You’re right — it is a great piece. Atherton’s become a fine sports journalist.
Sport’s glorious futility
By Will last year, at the end of March Leave a comment on this post
No, there is little to be gained by cancelling. Indeed, surely the whole point of sport is to act as a necessary counterpoint to the grim realities of life. We know that death is a part of life because we see it, in one form or another, every day. Like drugs and alcohol, sport provides an escape from the routine absurdity of everyday existence - and thankfully without any of the side effects.
It gives us the chance to experience the best that life has to offer, usually without serious consequences. We win, we lose, and then we go home and get on with life.
We submit to sport’s arcane rules and regulations and rituals. We recognise that we will need to show courage and skill, and we train hard for the event knowing that we are undertaking an ultimately futile task. It is this futility that explains sport’s universal appeal, that and the desire to satisfy a basic human urge to play.
Sport loses its appeal when it is invested with fake importance. This is why English football engenders scant respect: the managers who snarl and spit at players and officials from the sidelines; the players who confuse competitiveness with sometimes vicious intent; and the supporters who cannot cope with the fact that in sport there must nearly always be a loser.
They have all clearly forgotten that Bill Shankly had his tongue firmly planted in his Scottish cheek when he said that football was more important than life or death.
Sport is not more important. And it won’t help to bring Woolmer back, but it might help us to cope.
One of the most insightful, and certainly the most reasoned and balanced article that I’ve read so far on the Woolmer murder and why cricket must go on. But it also re-enforces the often forgotten notion that cricket is a game. Predictably, it’s by Atherton, and it’s a superb read.
Tags: bob-woolmer, football, futility, ICC, Mike-Atherton |
4 Responses to “Sport’s glorious futility”
March 25th, 2007 at 8.11 am
March 25th, 2007 at 9.08 am
Mike Atherton is a class act. What’s he going to be like when he reaches Richie Benaud’s age?
March 25th, 2007 at 12.06 pm
Who’d have ever guessed that media-shy (media-petrified, rather) Athers the skipper would be Athers the sharp insightful journalist?
March 26th, 2007 at 9.39 am
Pamela, my theory is that Athers has drawn a very sharp line under his career as a cricketer, and now no longer even feels like the same person. I read a profile of him a year or so ago, and it said that in his home there are absolutely no mementoes or any indication that he was an England cricketer. Whether that was because it was quite a traumatic time for him (as he said recently at a public function, he played for England when England won “fuck-all”) or some other reason, I don’t know.

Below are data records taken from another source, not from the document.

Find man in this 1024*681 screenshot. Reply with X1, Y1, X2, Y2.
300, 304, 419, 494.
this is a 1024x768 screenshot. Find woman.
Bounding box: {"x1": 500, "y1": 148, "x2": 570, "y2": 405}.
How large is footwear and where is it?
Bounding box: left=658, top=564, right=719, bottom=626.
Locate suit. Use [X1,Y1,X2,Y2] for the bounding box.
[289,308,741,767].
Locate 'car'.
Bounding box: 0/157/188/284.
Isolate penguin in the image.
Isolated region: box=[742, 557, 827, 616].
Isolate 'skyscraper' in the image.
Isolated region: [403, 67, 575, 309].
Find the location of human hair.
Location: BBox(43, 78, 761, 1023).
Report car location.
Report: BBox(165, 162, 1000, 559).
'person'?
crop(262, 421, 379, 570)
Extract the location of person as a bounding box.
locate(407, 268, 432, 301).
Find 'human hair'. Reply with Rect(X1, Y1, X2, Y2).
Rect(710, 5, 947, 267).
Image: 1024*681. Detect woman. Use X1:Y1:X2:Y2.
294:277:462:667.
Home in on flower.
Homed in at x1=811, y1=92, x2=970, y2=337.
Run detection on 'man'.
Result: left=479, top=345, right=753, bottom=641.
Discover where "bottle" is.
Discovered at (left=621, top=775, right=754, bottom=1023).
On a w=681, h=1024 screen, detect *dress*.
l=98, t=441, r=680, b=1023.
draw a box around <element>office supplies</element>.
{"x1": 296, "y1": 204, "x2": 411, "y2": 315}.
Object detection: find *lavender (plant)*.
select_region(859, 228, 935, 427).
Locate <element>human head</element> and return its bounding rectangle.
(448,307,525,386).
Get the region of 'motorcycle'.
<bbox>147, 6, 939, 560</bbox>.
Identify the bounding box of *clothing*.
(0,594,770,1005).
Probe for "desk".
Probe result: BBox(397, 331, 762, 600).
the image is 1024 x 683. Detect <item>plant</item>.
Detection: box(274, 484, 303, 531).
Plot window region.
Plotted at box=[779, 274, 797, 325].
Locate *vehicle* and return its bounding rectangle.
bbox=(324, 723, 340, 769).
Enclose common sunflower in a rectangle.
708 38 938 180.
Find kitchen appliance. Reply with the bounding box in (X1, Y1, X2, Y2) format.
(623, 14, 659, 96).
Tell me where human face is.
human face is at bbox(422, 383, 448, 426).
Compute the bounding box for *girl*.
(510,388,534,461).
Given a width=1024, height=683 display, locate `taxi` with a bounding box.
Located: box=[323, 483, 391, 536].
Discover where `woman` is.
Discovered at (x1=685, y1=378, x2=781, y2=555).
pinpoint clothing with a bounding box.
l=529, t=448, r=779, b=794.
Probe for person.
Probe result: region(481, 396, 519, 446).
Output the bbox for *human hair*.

I suspect he now sees himself as someone who used to run with the hares but now hunts with the hounds, which has shifted his loyalty on to the reading public, rather than his previous loyalty as a cricketer. Occasionally though, he makes rather revealing comments: just recently he was talking about England players at press conferences and said there were two types of press conference: one, where a jaunty newcomer like Paul Nixon turns up with a spring in his step and a twinkle in his eye and is prepared to spar and banter with the journalists; the other is where the paranoid old hand (with the inference that this old hand is also on the losing side) turns up and waits and pauses after each question, searching their brain for an answer which won’t be misread, and censoring out any nuance that shouldn’t be there as it might get him into trouble. Very revealing.
However I wish that during the last Ashes tour he might have turned back to his experience of being on the losing side to give us some insight into what it’s like in the losing camp and how losing can become a habit or a terrible spiral no matter how talented you are. I wished he had written something about that, rather than just joining in with the other hacks and throwing round adjectives like pathetic, spoilt, cowardly, weak, shameful, which got a bit boring after a while. I wanted to hear some of his insights about losing (and losing, I believe, can be just as perplexing and inexplicable as winning and vice versa).